ASA 127th Meeting M.I.T. 1994 June 6-10

4aSP7. Acoustic study of verbal hesitations, filled pauses, and unfilled pauses in spontaneous speech.

Nancy A. Daly

Rm. NE43-606, Spoken Language Systems Group, Lab. for Comput. Sci., MIT, Cambridge, MA 02139

Extemporaneously generated speech often contains verbal hesitations, filled pauses and unfilled pauses, reflecting the speaker's uncertainty in formulating sentences, as in ``Where iiiiiis um the nearest bank.'' This study attempts to describe their acoustic properties using a subset, consisting of 3167 utterances from 66 speakers, of the spontaneous speech voyager urban navigation corpus, based on time-aligned orthographic and phonetic transcriptions. There are 564 verbal hesitations, 2518 unfilled pauses, and 148 filled pauses, and they are concentrated in 49.6% of the corpus utterances. 74.4% of the unfilled pauses occur in isolation, and their durations are longer when they cooccur with verbal hesitations and filled pauses by 46.1% and 363.9%, respectively. Over 70% of the verbal hesitations and filled pauses are followed by unfilled pauses, and they are longer than their isolated counterparts. Thus the results suggest that there may be a mutually enforcing effect among these acoustic events. An attempt has been made to identify verbal hesitations and filled pauses based on relative duration, proximity to silence, and relative mean F[sub 0] , using regression tree analyses, and a classification accuracy of approximately 70% on unseen data has been achieved.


_Work instructions_
The full set of records is to be reproduced verbatim.

_Records for the task_

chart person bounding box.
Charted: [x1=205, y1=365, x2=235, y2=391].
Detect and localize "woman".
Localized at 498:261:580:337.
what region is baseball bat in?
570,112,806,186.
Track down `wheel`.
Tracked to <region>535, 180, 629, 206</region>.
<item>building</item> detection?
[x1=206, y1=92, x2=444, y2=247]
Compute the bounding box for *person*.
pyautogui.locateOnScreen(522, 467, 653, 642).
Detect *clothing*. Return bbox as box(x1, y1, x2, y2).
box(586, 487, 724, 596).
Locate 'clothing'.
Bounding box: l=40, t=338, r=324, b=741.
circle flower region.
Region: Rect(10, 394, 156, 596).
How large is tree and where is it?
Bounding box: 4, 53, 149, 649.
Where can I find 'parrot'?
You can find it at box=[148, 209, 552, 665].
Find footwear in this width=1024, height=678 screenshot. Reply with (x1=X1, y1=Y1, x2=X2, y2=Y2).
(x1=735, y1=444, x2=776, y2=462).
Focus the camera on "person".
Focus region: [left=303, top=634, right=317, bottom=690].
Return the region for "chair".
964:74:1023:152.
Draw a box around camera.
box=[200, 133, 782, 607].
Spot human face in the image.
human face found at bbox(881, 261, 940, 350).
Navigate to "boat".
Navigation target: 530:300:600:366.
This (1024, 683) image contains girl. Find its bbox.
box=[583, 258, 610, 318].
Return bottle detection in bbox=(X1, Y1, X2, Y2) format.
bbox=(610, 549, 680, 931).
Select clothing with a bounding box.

_Solved exercise_
chart person bounding box.
Charted: [x1=205, y1=365, x2=235, y2=391].
Detect and localize "woman".
Localized at 498:261:580:337.
what region is baseball bat in?
570,112,806,186.
Track down `wheel`.
Tracked to <region>535, 180, 629, 206</region>.
<item>building</item> detection?
[x1=206, y1=92, x2=444, y2=247]
Compute the bounding box for *person*.
pyautogui.locateOnScreen(522, 467, 653, 642).
Detect *clothing*. Return bbox as box(x1, y1, x2, y2).
box(586, 487, 724, 596).
Locate 'clothing'.
Bounding box: l=40, t=338, r=324, b=741.
circle flower region.
Region: Rect(10, 394, 156, 596).
How large is tree and where is it?
Bounding box: 4, 53, 149, 649.
Where can I find 'parrot'?
You can find it at box=[148, 209, 552, 665].
Find footwear in this width=1024, height=678 screenshot. Reply with (x1=X1, y1=Y1, x2=X2, y2=Y2).
(x1=735, y1=444, x2=776, y2=462).
Focus the camera on "person".
Focus region: [left=303, top=634, right=317, bottom=690].
Return the region for "chair".
964:74:1023:152.
Draw a box around camera.
box=[200, 133, 782, 607].
Spot human face in the image.
human face found at bbox(881, 261, 940, 350).
Navigate to "boat".
Navigation target: 530:300:600:366.
This (1024, 683) image contains girl. Find its bbox.
box=[583, 258, 610, 318].
Return bottle detection in bbox=(X1, Y1, X2, Y2) format.
bbox=(610, 549, 680, 931).
Select clothing with a bounding box.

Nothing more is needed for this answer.